Careful Words

stout (n.)

stout (adj.)

Much have I travell'd in the realms of gold,

And many goodly states and kingdoms seen;

Round many western islands have I been

Which bards in fealty to Apollo hold.

Oft of one wide expanse had I been told

That deep-brow'd Homer ruled as his demesne,

Yet did I never breathe its pure serene

Till I heard Chapman speak out loud and bold:

Then felt I like some watcher of the skies

When a new planet swims into his ken;

Or like stout Cortez when with eagle eyes

He stared at the Pacific, and all his men

Look'd at each other with a wild surmise,

Silent, upon a peak in Darien.

John Keats (1795-1821): On first looking into Chapman's Homer.

Cowards [may] fear to die; but courage stout,

Rather than live in snuff, will be put out.

Sir Walter Raleigh (1552-1618): On the snuff of a candle the night before he died.—Raleigh's Remains, p. 258, ed. 1661.

Until a man might travel twelve stout miles,

Or reap an acre of his neighbor's corn.

William Wordsworth (1770-1850): The Brothers.

This earth that bears thee dead

Bears not alive so stout a gentleman.

William Shakespeare (1564-1616): King Henry IV. Part I. Act v. Sc. 4.

And raw in fields the rude militia swarms,

Mouths without hands; maintain'd at vast expense,

In peace a charge, in war a weak defence;

Stout once a month they march, a blustering band,

And ever but in times of need at hand.

John Dryden (1631-1701): Cymon and Iphigenia. Line 400.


Reproduce the following records exactly from the line containing "select_region(x1, y1, x2, y2)." onward, ending with the last line and including it.

*** Data records Section Begins ***

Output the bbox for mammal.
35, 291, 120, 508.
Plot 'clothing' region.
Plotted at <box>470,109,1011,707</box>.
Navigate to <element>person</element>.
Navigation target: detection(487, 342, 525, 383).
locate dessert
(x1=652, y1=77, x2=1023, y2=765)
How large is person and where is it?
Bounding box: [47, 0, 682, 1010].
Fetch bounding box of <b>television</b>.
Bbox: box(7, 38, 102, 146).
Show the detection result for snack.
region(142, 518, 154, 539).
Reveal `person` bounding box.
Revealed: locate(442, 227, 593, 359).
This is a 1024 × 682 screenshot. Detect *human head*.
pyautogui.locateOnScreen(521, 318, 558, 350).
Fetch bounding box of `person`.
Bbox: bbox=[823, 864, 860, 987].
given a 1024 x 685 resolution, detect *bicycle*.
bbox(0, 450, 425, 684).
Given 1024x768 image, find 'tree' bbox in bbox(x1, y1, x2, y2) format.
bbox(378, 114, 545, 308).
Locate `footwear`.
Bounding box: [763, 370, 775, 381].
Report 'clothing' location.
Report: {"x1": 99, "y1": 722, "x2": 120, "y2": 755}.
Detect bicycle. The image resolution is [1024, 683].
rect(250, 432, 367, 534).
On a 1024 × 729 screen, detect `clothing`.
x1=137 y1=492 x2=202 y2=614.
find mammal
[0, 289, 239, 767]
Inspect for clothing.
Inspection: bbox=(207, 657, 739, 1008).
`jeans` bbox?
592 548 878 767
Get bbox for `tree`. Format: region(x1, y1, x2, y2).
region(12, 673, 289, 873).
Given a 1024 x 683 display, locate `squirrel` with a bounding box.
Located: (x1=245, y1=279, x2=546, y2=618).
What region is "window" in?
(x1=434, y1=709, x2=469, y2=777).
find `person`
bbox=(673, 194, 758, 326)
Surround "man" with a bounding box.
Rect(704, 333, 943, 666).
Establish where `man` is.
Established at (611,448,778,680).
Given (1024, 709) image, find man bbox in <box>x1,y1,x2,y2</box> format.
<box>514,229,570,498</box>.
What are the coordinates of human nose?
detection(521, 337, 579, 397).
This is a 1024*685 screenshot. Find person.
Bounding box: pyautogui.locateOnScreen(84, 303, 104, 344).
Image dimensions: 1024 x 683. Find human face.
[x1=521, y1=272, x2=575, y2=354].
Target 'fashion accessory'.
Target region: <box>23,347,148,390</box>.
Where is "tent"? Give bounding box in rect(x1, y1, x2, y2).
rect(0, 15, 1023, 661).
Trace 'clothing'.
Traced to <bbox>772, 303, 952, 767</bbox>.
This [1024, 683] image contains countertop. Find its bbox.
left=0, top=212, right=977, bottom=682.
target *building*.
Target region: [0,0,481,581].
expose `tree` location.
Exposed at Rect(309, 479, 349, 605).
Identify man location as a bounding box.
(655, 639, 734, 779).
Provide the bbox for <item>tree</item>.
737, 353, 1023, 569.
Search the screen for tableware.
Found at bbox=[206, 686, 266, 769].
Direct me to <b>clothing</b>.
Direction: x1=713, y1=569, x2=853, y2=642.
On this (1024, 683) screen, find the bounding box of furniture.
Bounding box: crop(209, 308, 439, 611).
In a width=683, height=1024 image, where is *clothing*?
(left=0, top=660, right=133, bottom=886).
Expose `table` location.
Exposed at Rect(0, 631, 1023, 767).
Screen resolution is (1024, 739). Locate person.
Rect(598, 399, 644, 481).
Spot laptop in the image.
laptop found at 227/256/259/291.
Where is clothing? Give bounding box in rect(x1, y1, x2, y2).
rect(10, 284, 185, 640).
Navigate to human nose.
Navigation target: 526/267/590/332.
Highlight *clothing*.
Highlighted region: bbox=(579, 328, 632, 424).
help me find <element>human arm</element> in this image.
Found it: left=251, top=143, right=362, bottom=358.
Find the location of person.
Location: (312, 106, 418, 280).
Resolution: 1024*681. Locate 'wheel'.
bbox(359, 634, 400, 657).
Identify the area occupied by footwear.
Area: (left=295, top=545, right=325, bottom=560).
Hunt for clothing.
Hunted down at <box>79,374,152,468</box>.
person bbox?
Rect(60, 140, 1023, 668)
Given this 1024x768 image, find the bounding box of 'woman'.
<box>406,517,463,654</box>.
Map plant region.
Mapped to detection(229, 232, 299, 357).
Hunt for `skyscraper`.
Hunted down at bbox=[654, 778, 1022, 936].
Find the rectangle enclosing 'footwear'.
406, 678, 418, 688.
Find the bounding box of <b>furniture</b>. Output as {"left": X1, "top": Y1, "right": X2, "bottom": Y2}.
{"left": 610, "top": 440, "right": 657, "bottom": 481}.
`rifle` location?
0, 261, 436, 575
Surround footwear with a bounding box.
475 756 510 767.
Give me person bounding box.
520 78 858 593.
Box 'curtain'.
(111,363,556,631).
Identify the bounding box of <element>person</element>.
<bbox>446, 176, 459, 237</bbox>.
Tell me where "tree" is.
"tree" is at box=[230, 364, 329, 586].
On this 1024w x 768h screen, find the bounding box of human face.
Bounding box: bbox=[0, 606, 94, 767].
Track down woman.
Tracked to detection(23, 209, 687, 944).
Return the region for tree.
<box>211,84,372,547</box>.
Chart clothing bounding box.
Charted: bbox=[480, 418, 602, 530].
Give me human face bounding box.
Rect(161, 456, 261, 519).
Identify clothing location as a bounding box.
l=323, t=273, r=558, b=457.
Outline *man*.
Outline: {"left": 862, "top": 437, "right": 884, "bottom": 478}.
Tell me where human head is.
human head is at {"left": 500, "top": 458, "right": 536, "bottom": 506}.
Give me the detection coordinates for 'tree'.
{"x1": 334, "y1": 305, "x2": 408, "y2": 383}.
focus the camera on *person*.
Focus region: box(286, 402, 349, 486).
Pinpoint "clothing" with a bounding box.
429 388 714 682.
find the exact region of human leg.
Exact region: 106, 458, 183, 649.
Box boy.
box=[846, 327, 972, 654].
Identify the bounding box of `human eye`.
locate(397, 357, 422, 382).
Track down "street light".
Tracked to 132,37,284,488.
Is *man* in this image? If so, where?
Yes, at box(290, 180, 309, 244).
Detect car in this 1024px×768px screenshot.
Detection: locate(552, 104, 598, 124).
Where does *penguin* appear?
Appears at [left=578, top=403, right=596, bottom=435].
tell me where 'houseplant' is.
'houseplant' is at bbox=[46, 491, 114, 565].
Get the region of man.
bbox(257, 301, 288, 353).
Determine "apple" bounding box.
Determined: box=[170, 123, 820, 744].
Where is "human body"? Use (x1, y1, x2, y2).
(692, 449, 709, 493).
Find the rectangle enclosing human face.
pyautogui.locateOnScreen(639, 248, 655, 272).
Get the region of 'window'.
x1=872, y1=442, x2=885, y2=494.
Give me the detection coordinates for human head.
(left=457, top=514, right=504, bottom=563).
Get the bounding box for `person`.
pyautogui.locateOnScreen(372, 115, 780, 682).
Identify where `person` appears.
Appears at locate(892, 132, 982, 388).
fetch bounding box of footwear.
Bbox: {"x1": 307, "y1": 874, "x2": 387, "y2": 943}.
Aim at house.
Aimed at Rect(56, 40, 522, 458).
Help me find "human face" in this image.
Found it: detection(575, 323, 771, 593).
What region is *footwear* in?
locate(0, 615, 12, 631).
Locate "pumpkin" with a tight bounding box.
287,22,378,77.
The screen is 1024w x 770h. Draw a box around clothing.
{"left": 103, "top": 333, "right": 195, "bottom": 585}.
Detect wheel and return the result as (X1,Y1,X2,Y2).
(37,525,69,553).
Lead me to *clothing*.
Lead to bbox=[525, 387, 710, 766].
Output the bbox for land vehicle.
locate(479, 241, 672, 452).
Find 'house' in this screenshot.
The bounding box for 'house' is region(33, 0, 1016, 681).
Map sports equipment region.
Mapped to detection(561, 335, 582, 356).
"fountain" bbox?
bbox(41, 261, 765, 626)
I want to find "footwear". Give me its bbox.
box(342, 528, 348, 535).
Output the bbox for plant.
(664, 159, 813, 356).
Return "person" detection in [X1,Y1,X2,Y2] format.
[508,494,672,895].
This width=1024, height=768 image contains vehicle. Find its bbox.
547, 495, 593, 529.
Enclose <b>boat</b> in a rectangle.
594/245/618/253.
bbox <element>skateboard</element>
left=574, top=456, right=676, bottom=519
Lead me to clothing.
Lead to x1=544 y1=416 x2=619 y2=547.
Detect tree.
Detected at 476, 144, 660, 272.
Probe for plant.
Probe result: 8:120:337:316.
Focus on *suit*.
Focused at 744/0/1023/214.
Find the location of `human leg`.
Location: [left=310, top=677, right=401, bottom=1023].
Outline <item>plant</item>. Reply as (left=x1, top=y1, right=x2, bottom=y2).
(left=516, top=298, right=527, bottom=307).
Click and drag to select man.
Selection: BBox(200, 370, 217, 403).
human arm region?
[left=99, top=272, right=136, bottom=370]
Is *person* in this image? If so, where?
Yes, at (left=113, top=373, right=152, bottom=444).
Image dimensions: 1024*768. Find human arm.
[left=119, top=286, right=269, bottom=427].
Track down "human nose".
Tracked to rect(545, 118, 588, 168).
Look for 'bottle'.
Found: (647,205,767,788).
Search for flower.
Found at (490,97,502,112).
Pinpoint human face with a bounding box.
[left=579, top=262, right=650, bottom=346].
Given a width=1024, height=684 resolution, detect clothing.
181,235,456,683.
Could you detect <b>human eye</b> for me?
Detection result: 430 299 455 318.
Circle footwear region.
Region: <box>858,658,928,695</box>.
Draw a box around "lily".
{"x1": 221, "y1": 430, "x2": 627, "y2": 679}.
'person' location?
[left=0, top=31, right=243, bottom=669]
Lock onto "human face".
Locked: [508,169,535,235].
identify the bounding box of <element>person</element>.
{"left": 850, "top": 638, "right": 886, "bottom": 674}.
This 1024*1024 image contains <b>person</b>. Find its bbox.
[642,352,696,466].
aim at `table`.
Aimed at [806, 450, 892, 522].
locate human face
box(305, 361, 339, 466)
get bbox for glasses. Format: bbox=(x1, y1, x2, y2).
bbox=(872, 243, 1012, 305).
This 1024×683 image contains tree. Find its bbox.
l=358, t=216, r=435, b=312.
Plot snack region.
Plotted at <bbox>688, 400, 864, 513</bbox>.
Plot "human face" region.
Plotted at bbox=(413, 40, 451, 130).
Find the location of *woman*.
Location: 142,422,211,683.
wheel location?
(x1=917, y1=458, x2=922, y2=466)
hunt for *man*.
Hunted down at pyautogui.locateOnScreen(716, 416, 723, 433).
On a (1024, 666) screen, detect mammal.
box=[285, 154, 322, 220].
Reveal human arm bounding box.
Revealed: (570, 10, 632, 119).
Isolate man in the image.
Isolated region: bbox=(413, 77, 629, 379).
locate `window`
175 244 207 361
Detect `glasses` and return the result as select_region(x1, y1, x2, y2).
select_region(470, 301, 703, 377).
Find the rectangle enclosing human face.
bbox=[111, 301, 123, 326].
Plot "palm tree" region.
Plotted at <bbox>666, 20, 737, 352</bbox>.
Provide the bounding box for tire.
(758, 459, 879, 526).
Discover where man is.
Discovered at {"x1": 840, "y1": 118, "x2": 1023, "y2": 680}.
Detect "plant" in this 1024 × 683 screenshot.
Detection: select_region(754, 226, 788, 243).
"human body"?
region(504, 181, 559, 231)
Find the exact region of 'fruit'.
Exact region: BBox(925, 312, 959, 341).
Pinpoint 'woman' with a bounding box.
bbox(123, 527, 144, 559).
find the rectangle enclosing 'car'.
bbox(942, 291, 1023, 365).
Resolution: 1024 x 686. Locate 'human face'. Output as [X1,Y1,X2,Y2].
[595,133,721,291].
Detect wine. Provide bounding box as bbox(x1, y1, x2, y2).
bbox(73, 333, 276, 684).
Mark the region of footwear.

*** Data records Section Ends ***

* **Solution**
Detect `glasses` and return the result as select_region(x1, y1, x2, y2).
select_region(470, 301, 703, 377).
Find the rectangle enclosing human face.
bbox=[111, 301, 123, 326].
Plot "palm tree" region.
Plotted at <bbox>666, 20, 737, 352</bbox>.
Provide the bounding box for tire.
(758, 459, 879, 526).
Discover where man is.
Discovered at {"x1": 840, "y1": 118, "x2": 1023, "y2": 680}.
Detect "plant" in this 1024 × 683 screenshot.
Detection: select_region(754, 226, 788, 243).
"human body"?
region(504, 181, 559, 231)
Find the exact region of 'fruit'.
Exact region: BBox(925, 312, 959, 341).
Pinpoint 'woman' with a bounding box.
bbox(123, 527, 144, 559).
find the rectangle enclosing 'car'.
bbox(942, 291, 1023, 365).
Resolution: 1024 x 686. Locate 'human face'. Output as [X1,Y1,X2,Y2].
[595,133,721,291].
Detect wine. Provide bounding box as bbox(x1, y1, x2, y2).
bbox(73, 333, 276, 684).
Mark the region of footwear.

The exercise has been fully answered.